You're an in-house designer at a heritage brand with a stable catalogue. Photoshop is fine. The per-SKU economics work for you because the salary is sunk and the catalogue doesn't churn fast.
For everyone else, the answer is the first row. AI software, then layer in agency retouching and studio shoots only where you have specific reasons.
Frequently asked questions
How much does a ghost mannequin service cost in 2026?
Costs span a wide range depending on the option. AI software is the cheapest path, typically a low monthly subscription that covers high-volume generation. Outsourced retouching agencies charge per image, with rates varying significantly between established agencies and freelance marketplaces.
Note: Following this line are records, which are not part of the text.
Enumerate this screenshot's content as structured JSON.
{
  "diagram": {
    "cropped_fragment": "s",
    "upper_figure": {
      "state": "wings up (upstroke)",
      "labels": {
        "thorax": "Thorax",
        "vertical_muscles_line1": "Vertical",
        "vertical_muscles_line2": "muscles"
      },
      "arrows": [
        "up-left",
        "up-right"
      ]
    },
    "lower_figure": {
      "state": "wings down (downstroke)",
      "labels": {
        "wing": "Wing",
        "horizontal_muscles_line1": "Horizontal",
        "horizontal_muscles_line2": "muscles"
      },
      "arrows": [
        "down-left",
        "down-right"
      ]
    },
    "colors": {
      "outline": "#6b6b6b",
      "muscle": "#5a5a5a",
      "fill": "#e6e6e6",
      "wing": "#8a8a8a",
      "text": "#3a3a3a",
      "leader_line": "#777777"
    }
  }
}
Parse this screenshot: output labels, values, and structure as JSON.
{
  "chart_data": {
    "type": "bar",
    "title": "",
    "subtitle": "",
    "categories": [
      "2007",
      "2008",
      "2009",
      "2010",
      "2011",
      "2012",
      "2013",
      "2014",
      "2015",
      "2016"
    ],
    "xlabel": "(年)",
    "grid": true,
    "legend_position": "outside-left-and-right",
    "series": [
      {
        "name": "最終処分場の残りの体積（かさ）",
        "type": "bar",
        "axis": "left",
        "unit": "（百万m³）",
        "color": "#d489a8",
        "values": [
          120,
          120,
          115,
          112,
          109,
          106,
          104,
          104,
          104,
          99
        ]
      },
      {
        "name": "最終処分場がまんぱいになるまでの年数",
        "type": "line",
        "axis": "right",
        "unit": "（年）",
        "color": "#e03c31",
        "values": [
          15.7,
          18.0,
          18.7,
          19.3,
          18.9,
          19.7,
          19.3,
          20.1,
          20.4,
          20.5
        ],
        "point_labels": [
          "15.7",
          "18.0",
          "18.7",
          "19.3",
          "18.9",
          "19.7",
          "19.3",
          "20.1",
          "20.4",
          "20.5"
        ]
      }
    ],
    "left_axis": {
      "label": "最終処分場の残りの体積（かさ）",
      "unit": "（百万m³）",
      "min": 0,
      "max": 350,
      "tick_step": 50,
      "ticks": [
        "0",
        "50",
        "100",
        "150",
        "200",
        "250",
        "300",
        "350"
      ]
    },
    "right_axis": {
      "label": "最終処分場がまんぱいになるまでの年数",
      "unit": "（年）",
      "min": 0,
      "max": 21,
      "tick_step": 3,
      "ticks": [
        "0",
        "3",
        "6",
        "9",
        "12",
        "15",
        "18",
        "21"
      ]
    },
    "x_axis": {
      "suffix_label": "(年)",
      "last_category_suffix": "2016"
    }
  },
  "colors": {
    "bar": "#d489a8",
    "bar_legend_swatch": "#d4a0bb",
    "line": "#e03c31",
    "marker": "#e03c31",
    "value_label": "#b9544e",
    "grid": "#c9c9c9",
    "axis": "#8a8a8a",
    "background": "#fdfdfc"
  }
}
Photography studios with full-service retouching are the most expensive, charging a per-SKU rate that bundles studio time, photographer fees, and editing. The right choice depends more on your catalogue size and release cadence than on the headline price.
How long does ghost mannequin editing take?
AI software produces a finished ghost mannequin image in under a minute. Outsourced retouching agencies turn around batches in 24 to 72 hours. Full studio shoots with retouching take one to three weeks from booking to delivery. DIY Photoshop work runs 45 to 75 minutes per garment for a competent editor.
Can I do ghost mannequin photography myself?
Yes, with two paths. You can manually create the effect in Photoshop, which requires intermediate-level skill and 45 to 75 minutes per garment. Or you can use AI software that produces the effect automatically from a single garment photo in under a minute. For most small brands, the AI path is faster and produces comparable results for standard fashion categories like knitwear, t-shirts, shirts, and outerwear.
Are AI ghost mannequin tools as good as professional retouchers?
For most fashion categories in 2026, yes. AI tools now produce results that are difficult to distinguish from professional retouching on knitwear, t-shirts, shirts, jeans, outerwear, and structured garments. The remaining gaps are in sheer fabrics, heavily reflective materials like sequins, and complex multi-layer garments, where manual retouching still has a quality edge.
What's the difference between a ghost mannequin photographer and a retouching service?
A ghost mannequin photographer takes the original photographs (the garment on a mannequin, plus the inner neck shot) but may or may not handle the editing themselves. A retouching service takes existing photographs and produces the ghost mannequin composite through editing alone. Some studios bundle both into a full-service offering. AI software replaces the retouching step entirely and removes the need for the second inner-neck photograph.